When the gingko drops its leaves they rain down in spiraling goldenrod fans, creating an ever-deepening yellow circle around the tree. It’s not like what maples and birches do, dropping slowly, over time. You can stand under a ginkgo tree and hear the thousands of leaves as they break from twigs above — and then again as they softly land — and surround yourself in the ephemeral flurry.
This year, the Barre Street ginkgo — the second largest in the state — dropped its leaves on Oct. 27.
“It wasn’t the grand old dropping, but the majority of them are off,” reported Mariann Tilton, firm administrator at the tax service Fothergill Segale & Valley, which owns the stately Federal-style brick building and the land on which the ginkgo grows.
Why the single-day leaf drop? According to the Atlantic in its Nov. 2017 article “The Great Ginkgo Leaf Dump is Here:” “In the autumn, deciduous trees form a scar between their leaves and stems to protect themselves from diseases and winter’s coming chill. Most flowering trees, like oaks and maples, form the scar at different rates, in different parts of the tree, over the course of weeks. Their leaves then fall off individually. But ginkgoes form the scar across all their stems at once. The first hard frost finishes severing every leaf, and they rain to the ground in unison.”
There are a lot of reasons to love a ginkgo. The Ecological Society of America names a few: “Its tall branches bring welcome summer shade, the fans of its leaves turn a lovely gold in the fall, it copes well with city pollution, lives for thousands of years, and isn’t prone to disease or insect infestation.” Ginkgo leaves and seeds have been used in medicine throughout the world; and the seeds (or nuts) are edible. They are survivors: The trees not only survived near extinction in the Pleistocene age, six of them were among the few living things to survive the 1945 nuclear bombing of Hiroshima within close range of the blast site.
John Snell — chair of the Montpelier’s Tree Board — said most of the ginkgoes planted around Montpelier are male, mainly because the fruits on the female emit a rather powerful odor. He himself has a female ginkgo in his yard — planted by him from seed — and he shares the nuts with a friend who eats them.
Snell said the Barre Street ginkgo was likely planted around 1870, “based on when others were being planted around the country, but we don’t know,” he said.
Baird, the office manager at the Central Vermont Solid Waste Management District, works (and used to live) next door to the ginkgo. When she lived in the apartment on the third floor of the district offices, she saw some things. At night, in fall, the leaves would glow, she said. “They’re that yellow.”
“What’s interesting to me when it’s actually dropping its leaves is how people react,” Baird said. “Some people literally stop traffic to be a part of it, other people will walk right through it (and not notice).”

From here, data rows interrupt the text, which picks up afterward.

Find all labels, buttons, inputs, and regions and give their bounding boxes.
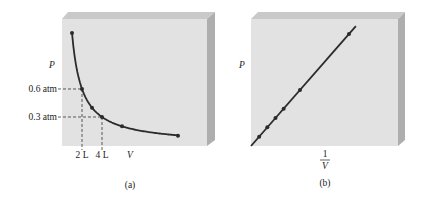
data-point (80, 87, 84, 91)
data-point (176, 134, 180, 138)
data-point (90, 106, 94, 110)
data-point (120, 124, 124, 128)
data-point (282, 107, 286, 111)
panel-b: P 1 V (b) (238, 12, 405, 189)
panel-a-side-bevel (207, 12, 215, 146)
data-point (298, 88, 302, 92)
data-point (265, 125, 269, 129)
data-point (347, 32, 351, 36)
data-point (70, 31, 74, 35)
panel-a-caption: (a) (125, 180, 136, 191)
panel-a: P 0.6 atm 0.3 atm 2 L 4 L V (a) (29, 12, 216, 191)
figure: P 0.6 atm 0.3 atm 2 L 4 L V (a) P 1 V (b… (0, 0, 424, 201)
panel-a-face (62, 19, 207, 146)
panel-a-ylabel: P (48, 60, 55, 70)
panel-a-xtick: 4 L (96, 150, 109, 160)
panel-b-caption: (b) (319, 178, 330, 189)
panel-b-side-bevel (398, 12, 405, 146)
data-point (257, 135, 261, 139)
data-point (274, 116, 278, 120)
panel-a-xlabel: V (127, 150, 134, 160)
panel-a-top-bevel (62, 12, 215, 19)
panel-b-xlabel-numerator: 1 (323, 149, 328, 159)
panel-a-ytick: 0.3 atm (29, 112, 58, 122)
panel-b-face (251, 19, 398, 146)
panel-b-xlabel-denominator: V (322, 161, 329, 171)
panel-a-ytick: 0.6 atm (29, 84, 58, 94)
panel-b-top-bevel (251, 12, 405, 19)
panel-a-xtick: 2 L (76, 150, 89, 160)
panel-b-ylabel: P (238, 60, 245, 70)
data-point (100, 115, 104, 119)
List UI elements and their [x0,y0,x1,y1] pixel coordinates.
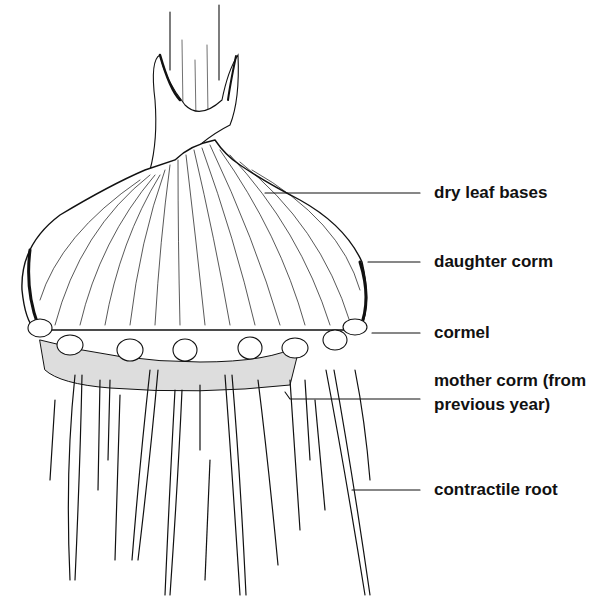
label-contractile-root: contractile root [434,478,558,502]
label-daughter-corm: daughter corm [434,250,553,274]
label-mother-corm-line1: mother corm (from [434,369,586,393]
label-mother-corm-line2: previous year) [434,393,550,417]
label-cormel: cormel [434,321,490,345]
label-dry-leaf-bases: dry leaf bases [434,181,547,205]
corm-illustration [0,0,607,608]
daughter-corm-body [22,140,367,330]
roots [50,370,370,595]
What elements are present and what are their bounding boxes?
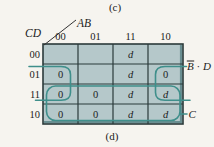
cell-r0c2: d (128, 49, 134, 60)
row-header-10: 10 (30, 109, 41, 120)
kmap-svg: (c) AB CD 00 01 11 10 (0, 0, 214, 147)
cell-r2c0: 0 (58, 89, 63, 100)
group-term-labels: B · D C (187, 60, 211, 120)
col-header-10: 10 (160, 31, 171, 42)
bd-label-var2: D (202, 60, 211, 72)
col-header-11: 11 (125, 31, 135, 42)
cell-r2c1: 0 (93, 89, 98, 100)
bd-label-operator: · (194, 60, 203, 72)
caption-top: (c) (109, 1, 122, 14)
col-header-01: 01 (90, 31, 101, 42)
cell-r3c1: 0 (93, 109, 98, 120)
group-c-label: C (189, 108, 197, 120)
cell-r3c3: d (163, 109, 169, 120)
row-header-11: 11 (30, 89, 40, 100)
row-header-00: 00 (30, 49, 41, 60)
cell-r1c0: 0 (58, 69, 63, 80)
row-headers: 00 01 11 10 (30, 49, 41, 120)
column-headers: 00 01 11 10 (55, 31, 171, 42)
col-header-00: 00 (55, 31, 66, 42)
cell-r2c3: d (163, 89, 169, 100)
caption-bottom: (d) (106, 130, 119, 143)
group-bd-label: B · D (187, 60, 211, 72)
cell-r1c3: 0 (163, 69, 168, 80)
cell-r3c0: 0 (58, 109, 63, 120)
col-axis-var: AB (76, 17, 91, 29)
cell-r2c2: d (128, 89, 134, 100)
cell-r3c2: d (128, 109, 134, 120)
kmap-figure: (c) AB CD 00 01 11 10 (0, 0, 214, 147)
row-header-01: 01 (30, 69, 41, 80)
cell-r1c2: d (128, 69, 134, 80)
row-axis-var: CD (25, 27, 42, 39)
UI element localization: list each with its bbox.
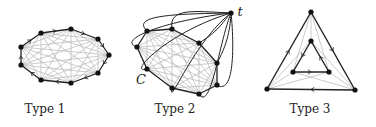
spoke-edge: [267, 41, 311, 89]
caption-type-2: Type 2: [154, 102, 195, 116]
spoke-edge: [267, 72, 329, 89]
vertex: [95, 36, 100, 41]
chord-edge: [41, 33, 71, 83]
apex-label-t: t: [237, 4, 243, 19]
vertex: [95, 70, 100, 75]
cycle-label-c: C: [136, 72, 146, 87]
cycle-edge: [172, 29, 199, 43]
caption-type-3: Type 3: [289, 102, 330, 116]
vertex: [308, 38, 313, 43]
vertex: [196, 91, 201, 96]
chord-edge: [71, 55, 109, 83]
chord-edge: [21, 47, 41, 80]
diagram-canvas: Type 1 Type 2 Type 3 C t: [0, 0, 376, 127]
chord-edge: [147, 31, 199, 94]
spoke-edge: [311, 12, 329, 72]
vertex: [196, 40, 201, 45]
vertex: [134, 44, 139, 49]
vertex: [352, 87, 357, 92]
vertex: [214, 82, 219, 87]
vertex: [144, 28, 149, 33]
chord-edge: [71, 39, 98, 83]
chord-edge: [137, 43, 199, 47]
chord-edge: [21, 47, 71, 83]
figure-type-3: [264, 9, 357, 92]
vertex: [214, 60, 219, 65]
vertex: [169, 85, 174, 90]
spoke-edge: [329, 72, 355, 90]
vertex: [228, 10, 233, 15]
spoke-edge: [293, 12, 311, 72]
vertex: [169, 26, 174, 31]
vertex: [264, 86, 269, 91]
vertex: [38, 30, 43, 35]
vertex: [290, 69, 295, 74]
vertex: [18, 44, 23, 49]
vertex: [106, 52, 111, 57]
vertex: [18, 62, 23, 67]
vertex: [308, 9, 313, 14]
vertex: [38, 77, 43, 82]
figure-type-1: [18, 26, 111, 85]
figure-type-2: [132, 10, 234, 97]
vertex: [326, 69, 331, 74]
vertex: [144, 66, 149, 71]
vertex: [68, 26, 73, 31]
vertex: [68, 80, 73, 85]
chord-edge: [172, 29, 199, 94]
caption-type-1: Type 1: [24, 102, 65, 116]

Baird said some nights, sitting on her porch, she’d see people walking home from bars “or whatever” — and they’d stop to hug the ginkgo tree. And it wasn’t just people you would imagine might hug a tree, but “all kinds of people.”
“It’s a very beloved tree,” she said.
Fothergill Segale & Valley — and CVSWMD — separately take bets on which day the leaves will fall. (This year the accounting firm’s Sara Meyers won). The wisdom goes: it happens after the first full moon in October, and after the first hard frost.

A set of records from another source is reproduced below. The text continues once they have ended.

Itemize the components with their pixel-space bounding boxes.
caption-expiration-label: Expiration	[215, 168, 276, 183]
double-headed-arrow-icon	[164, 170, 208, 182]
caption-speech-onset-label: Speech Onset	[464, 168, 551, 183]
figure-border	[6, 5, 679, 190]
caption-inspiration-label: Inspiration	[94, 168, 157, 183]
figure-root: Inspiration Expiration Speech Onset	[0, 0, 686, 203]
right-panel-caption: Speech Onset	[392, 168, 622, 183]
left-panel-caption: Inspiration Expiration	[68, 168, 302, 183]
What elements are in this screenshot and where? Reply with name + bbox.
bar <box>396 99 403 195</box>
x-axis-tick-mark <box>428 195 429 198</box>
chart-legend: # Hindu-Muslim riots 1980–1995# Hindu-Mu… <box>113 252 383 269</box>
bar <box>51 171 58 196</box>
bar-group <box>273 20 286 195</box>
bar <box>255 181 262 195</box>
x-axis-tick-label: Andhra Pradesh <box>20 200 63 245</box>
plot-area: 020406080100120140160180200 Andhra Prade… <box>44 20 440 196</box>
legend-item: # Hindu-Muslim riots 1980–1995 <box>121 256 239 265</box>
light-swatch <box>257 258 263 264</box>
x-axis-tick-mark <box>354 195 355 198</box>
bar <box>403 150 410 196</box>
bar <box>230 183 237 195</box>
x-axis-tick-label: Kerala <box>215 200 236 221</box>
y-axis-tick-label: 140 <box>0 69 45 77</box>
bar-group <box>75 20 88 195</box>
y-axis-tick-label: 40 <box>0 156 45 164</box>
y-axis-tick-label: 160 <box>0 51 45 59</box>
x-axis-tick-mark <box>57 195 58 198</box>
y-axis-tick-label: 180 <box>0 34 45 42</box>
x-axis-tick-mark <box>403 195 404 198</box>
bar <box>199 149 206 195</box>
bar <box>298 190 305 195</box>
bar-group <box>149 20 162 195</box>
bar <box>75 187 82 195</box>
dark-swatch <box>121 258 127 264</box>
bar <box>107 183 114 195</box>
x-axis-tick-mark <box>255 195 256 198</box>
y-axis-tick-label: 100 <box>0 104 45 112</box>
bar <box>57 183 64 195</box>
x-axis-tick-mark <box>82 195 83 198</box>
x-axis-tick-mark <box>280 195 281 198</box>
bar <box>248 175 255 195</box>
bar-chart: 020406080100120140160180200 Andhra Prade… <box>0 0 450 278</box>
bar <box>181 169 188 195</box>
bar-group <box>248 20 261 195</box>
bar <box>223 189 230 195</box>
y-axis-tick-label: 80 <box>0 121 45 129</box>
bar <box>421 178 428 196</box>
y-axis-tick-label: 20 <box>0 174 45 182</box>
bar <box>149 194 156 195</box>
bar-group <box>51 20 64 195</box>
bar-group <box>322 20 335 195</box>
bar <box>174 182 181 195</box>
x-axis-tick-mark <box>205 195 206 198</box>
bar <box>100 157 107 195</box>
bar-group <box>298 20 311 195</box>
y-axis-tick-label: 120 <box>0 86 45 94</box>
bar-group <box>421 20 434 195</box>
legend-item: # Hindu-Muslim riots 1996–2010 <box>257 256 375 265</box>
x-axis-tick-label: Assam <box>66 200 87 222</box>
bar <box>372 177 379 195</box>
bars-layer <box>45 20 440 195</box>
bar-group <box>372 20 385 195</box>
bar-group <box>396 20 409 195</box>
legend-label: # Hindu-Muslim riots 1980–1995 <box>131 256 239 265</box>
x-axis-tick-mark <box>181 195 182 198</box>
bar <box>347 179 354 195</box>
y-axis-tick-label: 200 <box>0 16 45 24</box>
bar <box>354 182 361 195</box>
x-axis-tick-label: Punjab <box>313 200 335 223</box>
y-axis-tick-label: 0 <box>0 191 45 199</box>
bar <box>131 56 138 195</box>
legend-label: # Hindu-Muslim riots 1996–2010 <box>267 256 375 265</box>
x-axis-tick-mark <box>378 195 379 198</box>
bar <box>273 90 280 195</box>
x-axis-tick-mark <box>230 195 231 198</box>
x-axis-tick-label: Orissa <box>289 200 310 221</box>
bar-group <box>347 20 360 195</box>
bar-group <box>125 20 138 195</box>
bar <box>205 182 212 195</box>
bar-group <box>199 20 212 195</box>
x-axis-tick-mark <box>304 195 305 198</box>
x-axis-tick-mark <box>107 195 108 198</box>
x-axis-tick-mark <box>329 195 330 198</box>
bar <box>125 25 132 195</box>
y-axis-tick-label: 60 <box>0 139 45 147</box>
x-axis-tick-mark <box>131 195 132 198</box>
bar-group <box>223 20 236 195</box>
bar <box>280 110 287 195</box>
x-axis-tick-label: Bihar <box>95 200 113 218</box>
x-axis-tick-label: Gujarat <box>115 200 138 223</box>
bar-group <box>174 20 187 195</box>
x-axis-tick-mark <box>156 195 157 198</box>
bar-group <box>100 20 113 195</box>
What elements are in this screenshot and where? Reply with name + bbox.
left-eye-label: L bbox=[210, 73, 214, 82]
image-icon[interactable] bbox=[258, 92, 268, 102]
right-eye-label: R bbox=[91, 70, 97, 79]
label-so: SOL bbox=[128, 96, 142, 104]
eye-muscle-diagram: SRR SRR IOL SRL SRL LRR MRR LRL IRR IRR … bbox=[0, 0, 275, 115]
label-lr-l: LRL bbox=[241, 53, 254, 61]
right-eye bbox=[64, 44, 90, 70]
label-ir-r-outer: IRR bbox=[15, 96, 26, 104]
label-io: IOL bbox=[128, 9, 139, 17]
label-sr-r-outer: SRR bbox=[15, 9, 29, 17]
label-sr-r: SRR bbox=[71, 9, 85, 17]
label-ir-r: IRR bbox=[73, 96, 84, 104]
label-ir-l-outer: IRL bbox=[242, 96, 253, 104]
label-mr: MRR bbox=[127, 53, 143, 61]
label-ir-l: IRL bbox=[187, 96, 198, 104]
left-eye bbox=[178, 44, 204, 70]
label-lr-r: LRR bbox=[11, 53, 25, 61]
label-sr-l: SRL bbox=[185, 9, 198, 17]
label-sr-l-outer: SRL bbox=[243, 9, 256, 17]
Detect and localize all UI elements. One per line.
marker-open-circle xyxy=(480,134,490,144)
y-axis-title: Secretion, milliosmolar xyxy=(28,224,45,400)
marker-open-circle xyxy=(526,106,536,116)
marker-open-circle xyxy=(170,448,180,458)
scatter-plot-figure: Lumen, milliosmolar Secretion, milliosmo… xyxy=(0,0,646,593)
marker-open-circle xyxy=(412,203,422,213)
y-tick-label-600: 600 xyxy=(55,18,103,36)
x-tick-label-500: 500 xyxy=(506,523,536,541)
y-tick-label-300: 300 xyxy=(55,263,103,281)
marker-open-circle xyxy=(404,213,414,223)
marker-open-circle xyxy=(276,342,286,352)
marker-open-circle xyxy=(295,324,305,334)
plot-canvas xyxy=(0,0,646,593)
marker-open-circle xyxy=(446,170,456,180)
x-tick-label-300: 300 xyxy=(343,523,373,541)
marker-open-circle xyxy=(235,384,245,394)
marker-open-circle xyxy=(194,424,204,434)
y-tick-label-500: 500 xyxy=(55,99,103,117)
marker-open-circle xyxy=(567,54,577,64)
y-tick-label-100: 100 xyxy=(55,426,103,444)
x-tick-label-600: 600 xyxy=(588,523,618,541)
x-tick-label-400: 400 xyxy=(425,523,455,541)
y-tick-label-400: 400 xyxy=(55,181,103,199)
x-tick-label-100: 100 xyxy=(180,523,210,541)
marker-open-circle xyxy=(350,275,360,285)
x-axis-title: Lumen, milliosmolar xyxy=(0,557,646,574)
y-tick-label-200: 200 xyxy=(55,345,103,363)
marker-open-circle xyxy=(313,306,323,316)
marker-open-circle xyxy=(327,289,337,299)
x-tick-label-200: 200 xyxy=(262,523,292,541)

Baird has been monitoring the tree for 20 years, and in all that time, she’s noted the generosity of the accountants next door.
“We are all so grateful to Fothergill Segale and Valley for letting us romp on their lawn,” she said.
The tree caught the attention of author Kevin Martin. In October, Peter Randall Publishing released “Big Trees of Northern New England” by Martin, who mentioned the ginkgo in his book. Look for a review in The Bridge in coming weeks.
Cassandra Hemenway is the managing editor of The Bridge, and also worked for 10 years at the Central Vermont Solid Waste Management District, where she bet on — but never won — the date the ginkgo would lose its leaves. She also served on Montpelier’s Tree Board for a short time before the pandemic.